The first 117 of the some 13,000 Sudanese refugees who arrived last month at the volatile border area near the village of Birak in eastern Chad have been moved further inland according to the UN Refugee Agency (UNHCR) although a second transfer planned for Friday was delayed because of renewed fighting on the Sudanese side of the frontier.
“Fresh fighting was reported across the border near Jebel Moun [on 6 March in the] afternoon so the transfer is temporarily on hold,” UNHCR spokesperson Jennifer Pagonis said on 7 March. “Our staff now anticipates further arrivals and will restart the transfer as soon as the security situation allows.”
UNHCR also said more Sudanese are expected to cross into Chad because of the renewed fighting. The refugees on the border are currently living in open fields.

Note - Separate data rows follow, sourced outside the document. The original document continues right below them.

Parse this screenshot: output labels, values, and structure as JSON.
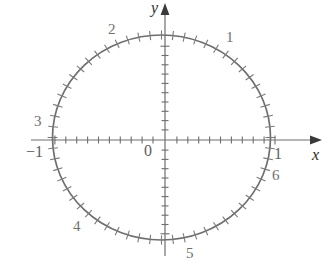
{
  "figure": {
    "background_color": "#ffffff",
    "curve_color": "#6e6e6e",
    "axis_color": "#6e6e6e",
    "label_color": "#707070"
  },
  "axes": {
    "x_axis_label": "x",
    "y_axis_label": "y",
    "origin_label": "0",
    "x_tick_labels": [
      {
        "text": "−1",
        "value": -1
      },
      {
        "text": "1",
        "value": 1
      }
    ],
    "x_range": [
      -1.38,
      1.42
    ],
    "y_range": [
      -1.18,
      1.3
    ],
    "minor_tick_step": 0.1,
    "grid": false
  },
  "arc_markers": [
    {
      "label": "1",
      "arc_length": 1
    },
    {
      "label": "2",
      "arc_length": 2
    },
    {
      "label": "3",
      "arc_length": 3
    },
    {
      "label": "4",
      "arc_length": 4
    },
    {
      "label": "5",
      "arc_length": 5
    },
    {
      "label": "6",
      "arc_length": 6
    }
  ],
  "chart_data": {
    "type": "line",
    "xlabel": "x",
    "ylabel": "y",
    "xlim": [
      -1.38,
      1.42
    ],
    "ylim": [
      -1.18,
      1.3
    ],
    "grid": false,
    "legend": "none",
    "series": [
      {
        "name": "unit circle",
        "shape": "circle",
        "center": [
          0,
          0
        ],
        "radius": 1,
        "tick_count": 60,
        "tick_spacing_radians": 0.10471975512
      }
    ],
    "annotations": [
      {
        "text": "1",
        "x": 0.54,
        "y": 0.84,
        "note": "arc length s = 1 rad position"
      },
      {
        "text": "2",
        "x": -0.42,
        "y": 0.91,
        "note": "arc length s = 2 rad position"
      },
      {
        "text": "3",
        "x": -0.99,
        "y": 0.14,
        "note": "arc length s = 3 rad position"
      },
      {
        "text": "4",
        "x": -0.65,
        "y": -0.76,
        "note": "arc length s = 4 rad position"
      },
      {
        "text": "5",
        "x": 0.28,
        "y": -0.96,
        "note": "arc length s = 5 rad position"
      },
      {
        "text": "6",
        "x": 0.96,
        "y": -0.28,
        "note": "arc length s = 6 rad position"
      },
      {
        "text": "0",
        "x": 0,
        "y": 0,
        "note": "origin"
      },
      {
        "text": "−1",
        "x": -1,
        "y": 0,
        "note": "x = -1 tick label"
      },
      {
        "text": "1",
        "x": 1,
        "y": 0,
        "note": "x = 1 tick label"
      }
    ]
  }
}
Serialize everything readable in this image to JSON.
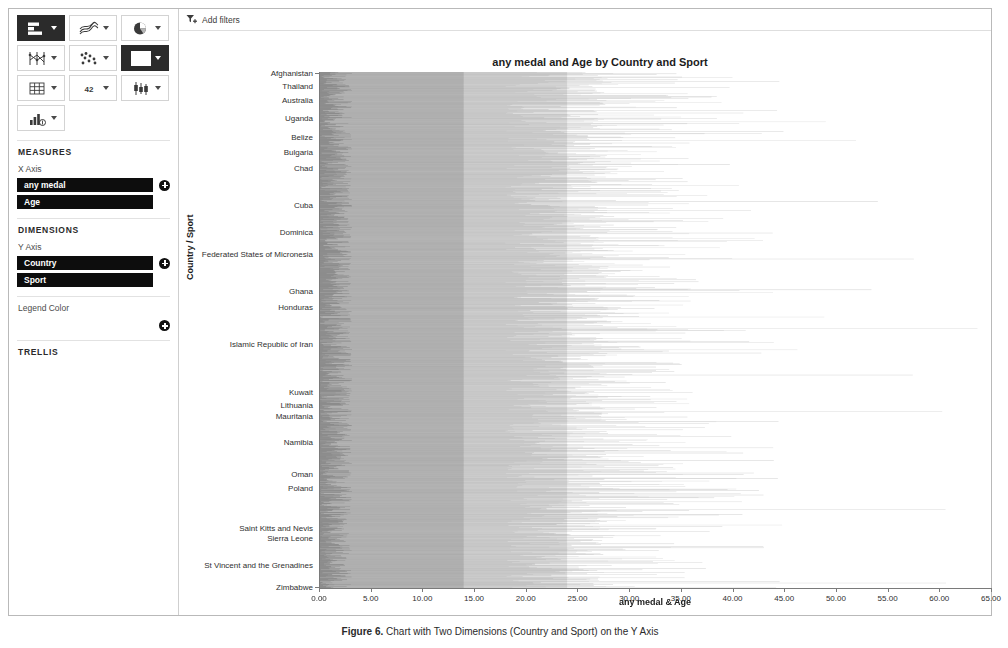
{
  "toolbar": {
    "buttons": [
      {
        "name": "bar-chart",
        "glyph": "bar",
        "selected": true
      },
      {
        "name": "line-chart",
        "glyph": "line",
        "selected": false
      },
      {
        "name": "pie-chart",
        "glyph": "pie",
        "selected": false
      },
      {
        "name": "parallel-coordinates-chart",
        "glyph": "parallel",
        "selected": false
      },
      {
        "name": "scatter-plot",
        "glyph": "scatter",
        "selected": false
      },
      {
        "name": "heatmap-chart",
        "glyph": "heatmap",
        "selected": true
      },
      {
        "name": "table-view",
        "glyph": "grid",
        "selected": false
      },
      {
        "name": "kpi-number-view",
        "glyph": "42",
        "selected": false
      },
      {
        "name": "box-plot",
        "glyph": "box",
        "selected": false
      },
      {
        "name": "combination-chart",
        "glyph": "combo",
        "selected": false
      }
    ],
    "kpi_label": "42"
  },
  "panel": {
    "measures_title": "MEASURES",
    "x_axis_label": "X Axis",
    "x_axis_pills": [
      "any medal",
      "Age"
    ],
    "dimensions_title": "DIMENSIONS",
    "y_axis_label": "Y Axis",
    "y_axis_pills": [
      "Country",
      "Sport"
    ],
    "legend_color_label": "Legend Color",
    "trellis_title": "TRELLIS"
  },
  "filterbar": {
    "add_filters_label": "Add filters"
  },
  "legend": {
    "title": "All Measures",
    "items": [
      {
        "label": "any medal",
        "color": "#6e6e6e"
      },
      {
        "label": "Age",
        "color": "#c8c8c8"
      }
    ]
  },
  "caption": {
    "prefix": "Figure",
    "number": "6.",
    "text": "Chart with Two Dimensions (Country and Sport) on the Y Axis"
  },
  "chart_data": {
    "type": "bar",
    "orientation": "horizontal",
    "title": "any medal and Age by Country and Sport",
    "xlabel": "any medal & Age",
    "ylabel": "Country / Sport",
    "xlim": [
      0,
      65
    ],
    "xticks": [
      "0.00",
      "5.00",
      "10.00",
      "15.00",
      "20.00",
      "25.00",
      "30.00",
      "35.00",
      "40.00",
      "45.00",
      "50.00",
      "55.00",
      "60.00",
      "65.00"
    ],
    "grid": false,
    "legend_position": "right",
    "series": [
      {
        "name": "any medal",
        "color": "#6e6e6e"
      },
      {
        "name": "Age",
        "color": "#c8c8c8"
      }
    ],
    "note": "Very dense chart: thousands of thin horizontal bar pairs, one pair per Country/Sport combination. Only a subset of Country values are labelled on the Y axis.",
    "category_labels": [
      {
        "label": "Afghanistan",
        "pos": 0.002
      },
      {
        "label": "Australia",
        "pos": 0.055
      },
      {
        "label": "Belize",
        "pos": 0.125
      },
      {
        "label": "Bulgaria",
        "pos": 0.156
      },
      {
        "label": "Chad",
        "pos": 0.187
      },
      {
        "label": "Cuba",
        "pos": 0.258
      },
      {
        "label": "Dominica",
        "pos": 0.31
      },
      {
        "label": "Federated States of Micronesia",
        "pos": 0.352
      },
      {
        "label": "Ghana",
        "pos": 0.424
      },
      {
        "label": "Honduras",
        "pos": 0.455
      },
      {
        "label": "Islamic Republic of Iran",
        "pos": 0.527
      },
      {
        "label": "Kuwait",
        "pos": 0.62
      },
      {
        "label": "Lithuania",
        "pos": 0.646
      },
      {
        "label": "Mauritania",
        "pos": 0.667
      },
      {
        "label": "Namibia",
        "pos": 0.718
      },
      {
        "label": "Oman",
        "pos": 0.78
      },
      {
        "label": "Poland",
        "pos": 0.806
      },
      {
        "label": "Saint Kitts and Nevis",
        "pos": 0.883
      },
      {
        "label": "Sierra Leone",
        "pos": 0.904
      },
      {
        "label": "St Vincent and the Grenadines",
        "pos": 0.955
      },
      {
        "label": "Thailand",
        "pos": 0.027
      },
      {
        "label": "Uganda",
        "pos": 0.09
      }
    ],
    "y_labels_ordered": [
      "Afghanistan",
      "Australia",
      "Belize",
      "Bulgaria",
      "Chad",
      "Cuba",
      "Dominica",
      "Federated States of Micronesia",
      "Ghana",
      "Honduras",
      "Islamic Republic of Iran",
      "Kuwait",
      "Lithuania",
      "Mauritania",
      "Namibia",
      "Oman",
      "Poland",
      "Saint Kitts and Nevis",
      "Sierra Leone",
      "St Vincent and the Grenadines",
      "Thailand",
      "Uganda",
      "Zimbabwe"
    ],
    "y_label_positions": [
      0.002,
      0.055,
      0.125,
      0.156,
      0.187,
      0.258,
      0.31,
      0.352,
      0.424,
      0.455,
      0.527,
      0.62,
      0.646,
      0.667,
      0.718,
      0.78,
      0.806,
      0.883,
      0.904,
      0.955,
      0.027,
      0.09,
      0.999
    ]
  }
}
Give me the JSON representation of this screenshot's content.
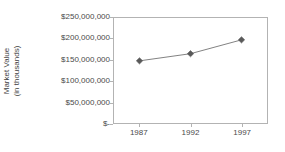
{
  "chart_data": {
    "type": "line",
    "title": "",
    "xlabel": "",
    "ylabel": "Market Value\n(in thousands)",
    "ylabel_line1": "Market Value",
    "ylabel_line2": "(in thousands)",
    "categories": [
      "1987",
      "1992",
      "1997"
    ],
    "x": [
      1987,
      1992,
      1997
    ],
    "values": [
      148000000,
      165000000,
      198000000
    ],
    "series": [
      {
        "name": "Market Value",
        "values": [
          148000000,
          165000000,
          198000000
        ]
      }
    ],
    "ylim": [
      0,
      250000000
    ],
    "y_ticks": [
      0,
      50000000,
      100000000,
      150000000,
      200000000,
      250000000
    ],
    "y_tick_labels": [
      "$-",
      "$50,000,000",
      "$100,000,000",
      "$150,000,000",
      "$200,000,000",
      "$250,000,000"
    ],
    "x_tick_labels": [
      "1987",
      "1992",
      "1997"
    ],
    "grid": false,
    "legend": "none",
    "marker": "diamond",
    "marker_color": "#595959",
    "line_color": "#808080",
    "frame_color": "#b3b3b3",
    "background": "#ffffff"
  }
}
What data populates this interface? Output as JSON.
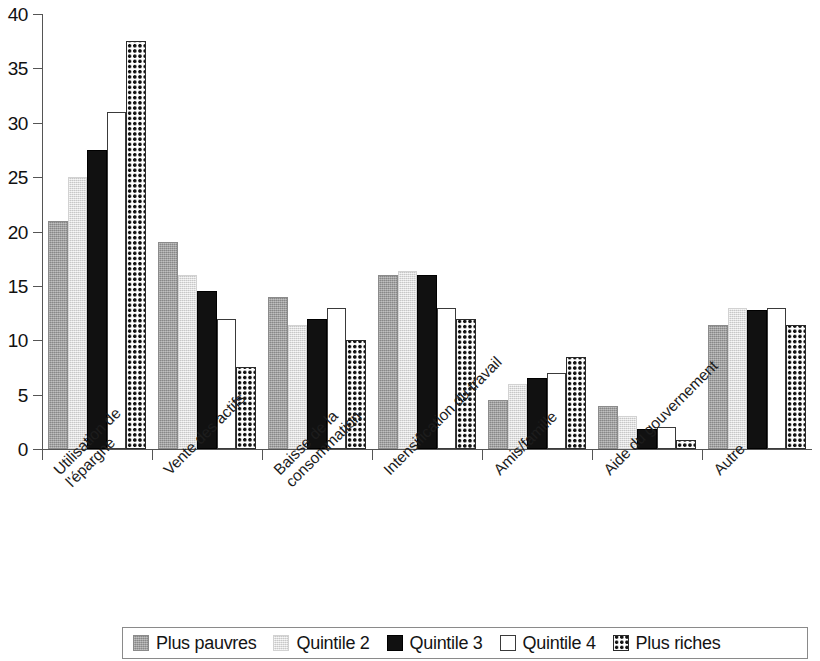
{
  "chart_data": {
    "type": "bar",
    "title": "",
    "subtitle": "",
    "xlabel": "",
    "ylabel": "",
    "ylim": [
      0,
      40
    ],
    "yticks": [
      0,
      5,
      10,
      15,
      20,
      25,
      30,
      35,
      40
    ],
    "grid": false,
    "legend_position": "bottom",
    "categories": [
      "Utilisation de\nl'épargne",
      "Vente des actifs",
      "Baisse de la\nconsommation",
      "Intensification du travail",
      "Amis/famille",
      "Aide du gouvernement",
      "Autre"
    ],
    "series": [
      {
        "name": "Plus pauvres",
        "pattern": "solid-medium-gray",
        "color": "#9d9d9d",
        "values": [
          21.0,
          19.0,
          14.0,
          16.0,
          4.5,
          4.0,
          11.4
        ]
      },
      {
        "name": "Quintile 2",
        "pattern": "solid-light-gray",
        "color": "#e2e2e2",
        "values": [
          25.0,
          16.0,
          11.4,
          16.4,
          6.0,
          3.0,
          13.0
        ]
      },
      {
        "name": "Quintile 3",
        "pattern": "solid-black",
        "color": "#111111",
        "values": [
          27.5,
          14.5,
          12.0,
          16.0,
          6.5,
          1.8,
          12.8
        ]
      },
      {
        "name": "Quintile 4",
        "pattern": "outline-white",
        "color": "#ffffff",
        "values": [
          31.0,
          12.0,
          13.0,
          13.0,
          7.0,
          2.0,
          13.0
        ]
      },
      {
        "name": "Plus riches",
        "pattern": "dotted-checker",
        "color": "#ffffff",
        "values": [
          37.5,
          7.5,
          10.0,
          12.0,
          8.5,
          0.8,
          11.4
        ]
      }
    ]
  },
  "legend": {
    "items": [
      {
        "label": "Plus pauvres"
      },
      {
        "label": "Quintile 2"
      },
      {
        "label": "Quintile 3"
      },
      {
        "label": "Quintile 4"
      },
      {
        "label": "Plus riches"
      }
    ]
  }
}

On 11 February Chadian Prime Minister Nouradine Delwa Kassiré Coumakoye said the government would refuse entry to any new Sudanese refugees. “We cannot admit any more,” the prime minister said.
Two days later UNHCR attempts to transfer the newly arrived refugees were blocked by an unknown armed group. “This is deeply concerning and we are making every effort with the Chadian authorities to get these refugees moved quickly,” UNHCR’s Pagonis said on 15 February.
At least 70 percent of the refugees on the border are women and children and some have been severely wounded and traumatised. "[They would be] among the first to be transferred to existing refugee camps, where they will be better assisted and protected," UNHCR's representative in Chad Serge Male said.
The 117 were moved in four trucks to Kounoungou refugee camp, near the town of Guéréda some 70 kilometres from the border.
UNHCR said preparations are underway to receive more at Kounoungou, and at another camp called Mile. “As of next week, we will have at least 12 trucks available to transport refugees from the border to the camps,” Pagonis said.
There are over 250,000 Sudanese refugees in Chad, almost all of them living in 12 camps in the country’s east, however there are also approximately 180,000 displaced Chadians in the east and many of them live in smaller, more spread out sites that are more vulnerable to attack.
More than 20,000 displaced Chadians live in small communities along the border with Sudan and are largely forgotten.
Some of the displaced there told IRIN in January that armed Sudanese bandits frequently enter their site at night on horseback to rob them. "When we resist, we are victims of machetes and beatings," Aktib Anour Hamid, head of one of the displaced villages from Moudeina, told IRIN.